The current implementation uses relocations:

  • We (ab)use the regular encoding of the AArch64 branch instruction to use a R_AARCH_JUMP26 relocation to replace an instruction with a branch. We may need to overwrite an existing relocation at the location or create a new one.
  • We account for an existing relocation at the location we are patching by copying it to the patch.
  • We reuse the existing relocation code to write the return address and resolve any relocation we have copied to the patch.

I've used relocations to do the dirty work of modifying the instructions mostly for convenience. I wanted to use the existing ELF building blocks that a compiler might use to construct the patches. It could be possible to add a patch list to InputSection and hard-code the changes without relocation but I think that this would just be duplicating functionality.

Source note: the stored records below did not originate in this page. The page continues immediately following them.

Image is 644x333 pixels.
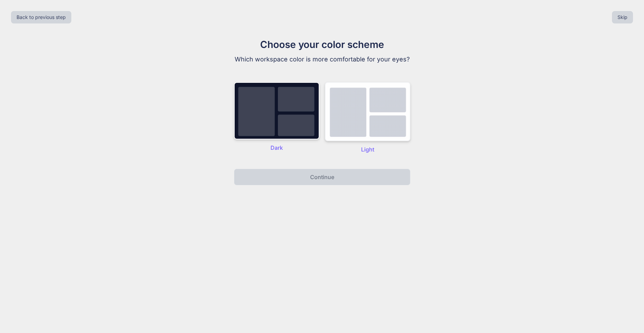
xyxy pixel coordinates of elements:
[207,37,438,52] h1: Choose your color scheme
[325,145,411,154] p: Light
[234,169,411,185] button: Continue
[234,82,319,140] img: dark
[612,11,633,24] button: Skip
[325,82,411,141] img: dark
[11,11,72,24] button: Back to previous step
[234,144,319,152] p: Dark
[311,173,334,181] p: Continue
[207,54,438,64] p: Which workspace color is more comfortable for your eyes?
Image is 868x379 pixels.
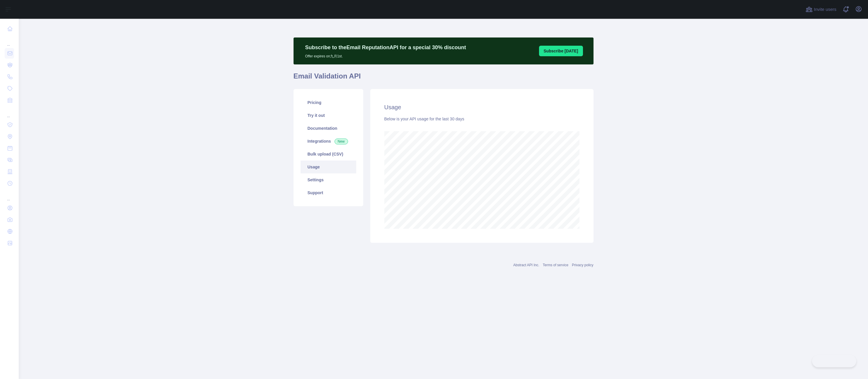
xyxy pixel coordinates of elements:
[543,263,568,267] a: Terms of service
[305,43,466,52] p: Subscribe to the Email Reputation API for a special 30 % discount
[813,6,836,13] span: Invite users
[301,160,356,173] a: Usage
[301,135,356,148] a: Integrations New
[571,263,593,267] a: Privacy policy
[5,35,14,47] div: ...
[305,52,466,59] p: Offer expires on 九月 1st.
[301,148,356,160] a: Bulk upload (CSV)
[812,354,856,367] iframe: Toggle Customer Support
[804,5,837,14] button: Invite users
[5,106,14,118] div: ...
[301,96,356,109] a: Pricing
[334,139,348,144] span: New
[301,122,356,135] a: Documentation
[384,103,579,111] h2: Usage
[5,190,14,201] div: ...
[301,186,356,199] a: Support
[539,46,583,56] button: Subscribe [DATE]
[513,263,539,267] a: Abstract API Inc.
[301,109,356,122] a: Try it out
[384,116,579,122] div: Below is your API usage for the last 30 days
[301,173,356,186] a: Settings
[294,71,593,85] h1: Email Validation API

Both of the implementations try to follow the principle of adding SyntheticSections with symbols and retargeting relocations at those Symbols to keep them as an isolated pass. I think that they probably wouldn't get in the way of a major refactor.

Rebased to account for recent refactorings. No other changes.

Rebase after changes made in D36742.

Updated to account for rebasing of D36742

Rebased on top of changes to D36742, no other changes.

Rebased after changes to D36749.

  • We no longer initialize the mapping symbols in the constructor as we may be constructed but not used.
  • If a patch is inserted we must update addresses again for thunks.

Still todo:

  • The implementation assumes that no OutputSection is > 128 Mb. I've encountered at least one real world program (gitit) that has a 180 Mb .text section, so I'll need to fix that particular fixme.

Updated patch to remove the assumption that a single .text section is less than 128Mb, and added test case to cover. The change just inserts patches at roughly branch range intervals rather than always putting them at the end.

Comments from Rafael

These comment updates are fine. Please commit them first.

Ok, committed in r320372

+class SectionPatcher {

Maybe call it AArch843419Patcher?

I've gone for AArch64ErrPatcher.

+ Apply any relocation transferred from the original PatcheeSection.
+
For a SyntheticSection Buf already has OutSecOff added, but relocateAlloc
+ // also adds OutSecOff so we need to subtract to avoid double counting.
+ this->relocateAlloc(Buf - OutSecOff, Buf - OutSecOff + getSize());

I wonder if we could read the already patched output buffer and avoid
this? Can we guarantee that the patch is always written after the patchee?

The patch will always be later in the list of InputSections than the patchee, but if the writing of InputSections is multithreaded then I don't think we could. In any case with the current implementation we use a branch relocation on the location of the original patchee instruction to mutate it into a branch. I think that if we were to go down that route we'd need to do something like Gold, it does 2 passes over the relocations, once for non-patch sections and once for patch sections, with the patch section pass responsible for mutating the patchee instruction into a branch after copying it into the patch.

+ std::merge(ISD.Sections.begin(), ISD.Sections.end(), Patches.begin(),
+ Patches.end(), std::back_inserter(Tmp), MergeCmp);

After this the patch sections still have a OutSecOff of the limit of
where they can be placed, no? Is that OK?

Yes as we only merge into the InputSectionDescription->Sections once using OutSecOff in the comparison function for the merge. At the end of the pass assignAddresses() will give each patch the correct OutSecOff.

+void SectionPatcher::patchInputSectionDescription(
+ InputSectionDescription &ISD, std::vector<Patch843419Section *> &Patches) {

return the std::vector.

Ok, done.

This revision was not accepted when it landed; it landed in state Needs Review.Dec 15 2017, 2:33 AM
This revision was automatically updated to reflect the committed changes.